Cr Ross Church says: “Recent events at Council have shown that some, within KCDC, are trying to break out of the Pike Syndrome.
The Pike syndrome is where the one bigger fish is at one end of a water tank, and the many smaller fish are at the other. Between them, is a glass petition. For a while, the pike bashes its head against the barrier, trying to reach the other side. Eventually it stops hitting its head against an unseen barrier. When the barrier is removed, the pike still doesn’t try to reach out, having been conditioned that the barrier is there”.
Cr Church says that he is one of the KCDC Councillors who have recognised that barriers of process need to be broken down. He says the Coastal Hazards debacle is a case in point. “KCDC needs to find better ways to reach the people and serve the people, not being hamstrung by old barriers and processes. If Government can change laws to recognise current social thinking, then KCDC needs to be equally responsive to the people”.
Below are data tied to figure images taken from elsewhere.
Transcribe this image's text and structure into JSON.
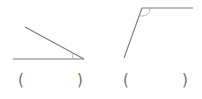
{
  "diagram": {
    "type": "angle-identification-exercise",
    "stroke_color": "#7a7a7a",
    "arc_color": "#a8a8a8",
    "figures": [
      {
        "id": "angle-1",
        "kind": "acute",
        "vertex": [
          84,
          59
        ],
        "ray_a_end": [
          13,
          59
        ],
        "ray_b_end": [
          25,
          27
        ],
        "answer_open": "(",
        "answer_close": ")"
      },
      {
        "id": "angle-2",
        "kind": "obtuse",
        "vertex": [
          142,
          8
        ],
        "ray_a_end": [
          193,
          8
        ],
        "ray_b_end": [
          124,
          58
        ],
        "answer_open": "(",
        "answer_close": ")"
      }
    ]
  }
}
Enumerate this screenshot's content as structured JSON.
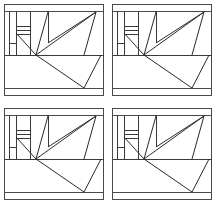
{
  "figure": {
    "background_color": "#ffffff",
    "stroke_color": "#3a3a3a",
    "diagonal_stroke_color": "#2b2b2b",
    "width": 216,
    "height": 208,
    "grid_rows": 2,
    "grid_columns": 2,
    "panel_count": 4
  },
  "panels": [
    {
      "id": "panel-top-left",
      "position": "top-left",
      "row": 1,
      "column": 1
    },
    {
      "id": "panel-top-right",
      "position": "top-right",
      "row": 1,
      "column": 2
    },
    {
      "id": "panel-bottom-left",
      "position": "bottom-left",
      "row": 2,
      "column": 1
    },
    {
      "id": "panel-bottom-right",
      "position": "bottom-right",
      "row": 2,
      "column": 2
    }
  ],
  "geometry": {
    "viewbox": "0 0 108 104",
    "outer_frame": {
      "x": 4,
      "y": 4,
      "width": 100,
      "height": 92
    },
    "top_band": {
      "x": 4,
      "y": 4,
      "width": 100,
      "height": 7
    },
    "bottom_band": {
      "x": 4,
      "y": 89,
      "width": 100,
      "height": 7
    },
    "mid_divider_y": 55,
    "inner_left_x": 9,
    "column_left_x": 16,
    "column_right_x": 30,
    "partition_x": 48,
    "right_inner_x": 96,
    "fan_origin": {
      "x": 36,
      "y": 55
    },
    "ladder_rungs_y": [
      26,
      30,
      34
    ],
    "ladder_x1": 16,
    "ladder_x2": 30,
    "fan_targets": [
      {
        "x": 16,
        "y": 32
      },
      {
        "x": 48,
        "y": 12
      },
      {
        "x": 96,
        "y": 12
      },
      {
        "x": 96,
        "y": 12
      },
      {
        "x": 84,
        "y": 55
      }
    ],
    "big_triangle": [
      {
        "x": 36,
        "y": 55
      },
      {
        "x": 84,
        "y": 88
      },
      {
        "x": 100,
        "y": 55
      }
    ]
  }
}
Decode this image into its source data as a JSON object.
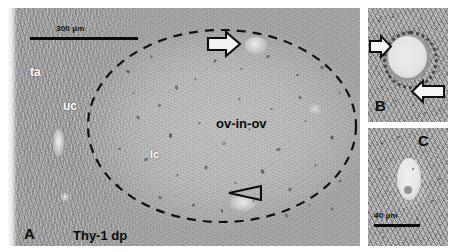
{
  "figure": {
    "kind": "histology-micrograph-multipanel",
    "panels": [
      {
        "id": "A",
        "label": "A",
        "scale_bar": {
          "label": "300 µm",
          "length_px": 108
        },
        "annotations": [
          {
            "name": "tunica-albuginea",
            "label": "ta",
            "style": "white"
          },
          {
            "name": "upper-cortex",
            "label": "uc",
            "style": "white"
          },
          {
            "name": "lower-cortex",
            "label": "lc",
            "style": "white"
          },
          {
            "name": "ovary-in-ovary",
            "label": "ov-in-ov",
            "style": "black"
          },
          {
            "name": "thy1-dense-plate",
            "label": "Thy-1 dp",
            "style": "black"
          }
        ],
        "markers": [
          {
            "name": "block-arrow-follicle",
            "shape": "block-arrow",
            "direction": "right"
          },
          {
            "name": "open-arrowhead-follicle",
            "shape": "open-arrowhead",
            "direction": "left"
          }
        ],
        "outline": {
          "name": "dashed-ellipse-boundary",
          "style": "dashed"
        }
      },
      {
        "id": "B",
        "label": "B",
        "markers": [
          {
            "name": "block-arrow-upper-left",
            "shape": "block-arrow",
            "direction": "right"
          },
          {
            "name": "block-arrow-lower-right",
            "shape": "block-arrow",
            "direction": "left"
          }
        ]
      },
      {
        "id": "C",
        "label": "C",
        "scale_bar": {
          "label": "40 µm",
          "length_px": 46
        }
      }
    ]
  },
  "colors": {
    "background": "#ffffff",
    "tissue_light": "#c2c2c2",
    "tissue_dark": "#7e7e7e",
    "ink": "#0b0b0b",
    "label_white": "#ffffff"
  },
  "speckles_a": [
    [
      118,
      62,
      4,
      3
    ],
    [
      142,
      48,
      3,
      2
    ],
    [
      166,
      78,
      5,
      3
    ],
    [
      150,
      96,
      3,
      3
    ],
    [
      186,
      70,
      3,
      2
    ],
    [
      205,
      52,
      4,
      2
    ],
    [
      232,
      60,
      3,
      2
    ],
    [
      258,
      47,
      4,
      3
    ],
    [
      288,
      66,
      3,
      2
    ],
    [
      312,
      58,
      4,
      3
    ],
    [
      330,
      84,
      3,
      2
    ],
    [
      128,
      108,
      4,
      3
    ],
    [
      160,
      126,
      5,
      3
    ],
    [
      190,
      114,
      3,
      2
    ],
    [
      214,
      134,
      4,
      3
    ],
    [
      240,
      120,
      3,
      2
    ],
    [
      268,
      140,
      5,
      3
    ],
    [
      296,
      112,
      3,
      2
    ],
    [
      322,
      128,
      4,
      3
    ],
    [
      136,
      150,
      4,
      3
    ],
    [
      168,
      166,
      3,
      2
    ],
    [
      196,
      158,
      4,
      3
    ],
    [
      226,
      174,
      3,
      2
    ],
    [
      252,
      162,
      5,
      3
    ],
    [
      280,
      180,
      4,
      3
    ],
    [
      306,
      156,
      3,
      2
    ],
    [
      330,
      172,
      4,
      2
    ],
    [
      150,
      188,
      4,
      3
    ],
    [
      184,
      196,
      3,
      2
    ],
    [
      212,
      202,
      4,
      2
    ],
    [
      244,
      192,
      3,
      2
    ],
    [
      276,
      206,
      5,
      3
    ],
    [
      300,
      196,
      3,
      2
    ],
    [
      322,
      200,
      4,
      2
    ],
    [
      124,
      84,
      3,
      2
    ],
    [
      110,
      140,
      3,
      2
    ],
    [
      108,
      176,
      4,
      2
    ],
    [
      290,
      88,
      4,
      3
    ],
    [
      262,
      100,
      3,
      2
    ],
    [
      230,
      90,
      3,
      2
    ]
  ],
  "speckles_b": [
    [
      10,
      12,
      3,
      2
    ],
    [
      24,
      8,
      2,
      2
    ],
    [
      52,
      10,
      3,
      2
    ],
    [
      66,
      20,
      2,
      2
    ],
    [
      14,
      34,
      3,
      2
    ],
    [
      8,
      58,
      2,
      2
    ],
    [
      12,
      78,
      3,
      2
    ],
    [
      26,
      92,
      3,
      2
    ],
    [
      44,
      96,
      2,
      2
    ],
    [
      62,
      84,
      3,
      2
    ],
    [
      70,
      62,
      2,
      2
    ],
    [
      68,
      40,
      3,
      2
    ],
    [
      34,
      24,
      2,
      2
    ],
    [
      6,
      100,
      3,
      2
    ],
    [
      56,
      104,
      2,
      2
    ],
    [
      72,
      100,
      3,
      2
    ],
    [
      20,
      66,
      2,
      2
    ]
  ],
  "speckles_c": [
    [
      12,
      14,
      3,
      2
    ],
    [
      30,
      8,
      2,
      2
    ],
    [
      54,
      16,
      3,
      2
    ],
    [
      68,
      28,
      2,
      2
    ],
    [
      10,
      40,
      3,
      2
    ],
    [
      18,
      62,
      2,
      2
    ],
    [
      8,
      86,
      3,
      2
    ],
    [
      28,
      98,
      2,
      2
    ],
    [
      48,
      90,
      3,
      2
    ],
    [
      64,
      72,
      2,
      2
    ],
    [
      70,
      50,
      3,
      2
    ],
    [
      60,
      104,
      2,
      2
    ],
    [
      36,
      110,
      3,
      2
    ],
    [
      14,
      108,
      2,
      2
    ],
    [
      70,
      96,
      3,
      2
    ],
    [
      44,
      40,
      2,
      2
    ]
  ]
}
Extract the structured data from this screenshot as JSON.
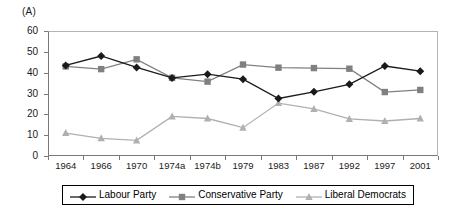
{
  "chart_data": {
    "type": "line",
    "title": "(A)",
    "xlabel": "",
    "ylabel": "",
    "ylim": [
      0,
      60
    ],
    "yticks": [
      0,
      10,
      20,
      30,
      40,
      50,
      60
    ],
    "grid": false,
    "legend_position": "bottom",
    "categories": [
      "1964",
      "1966",
      "1970",
      "1974a",
      "1974b",
      "1979",
      "1983",
      "1987",
      "1992",
      "1997",
      "2001"
    ],
    "series": [
      {
        "name": "Labour Party",
        "color": "#1a1a1a",
        "marker": "diamond",
        "values": [
          43.5,
          48.0,
          42.5,
          37.5,
          39.3,
          36.9,
          27.6,
          30.8,
          34.4,
          43.2,
          40.7
        ]
      },
      {
        "name": "Conservative Party",
        "color": "#808080",
        "marker": "square",
        "values": [
          43.0,
          41.7,
          46.4,
          37.5,
          35.7,
          43.9,
          42.4,
          42.2,
          41.9,
          30.7,
          31.7
        ]
      },
      {
        "name": "Liberal Democrats",
        "color": "#b0b0b0",
        "marker": "triangle",
        "values": [
          11.0,
          8.5,
          7.5,
          19.0,
          18.0,
          13.6,
          25.4,
          22.6,
          17.8,
          16.8,
          18.0
        ]
      }
    ]
  },
  "legend": {
    "items": [
      {
        "label": "Labour Party"
      },
      {
        "label": "Conservative Party"
      },
      {
        "label": "Liberal Democrats"
      }
    ]
  }
}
So, he says, he is standing for mayor, to find new ways of doing things. “Having spent 30 months learning how the bureaucracy works, I want to be part of a new approach, with new blood, so that we, KCDC, respond to the wishes of our community”.
When Cr Church stood in 2010, he said he would open up the Mayor’s office to make Council more accessible. “I stand on that again”, he says, “and I encourage those who are thinking of standing for Council to put their names forward”.
“Together”, says Cr Church, “we need to break down old processes, so that we respond better to all future challenges”.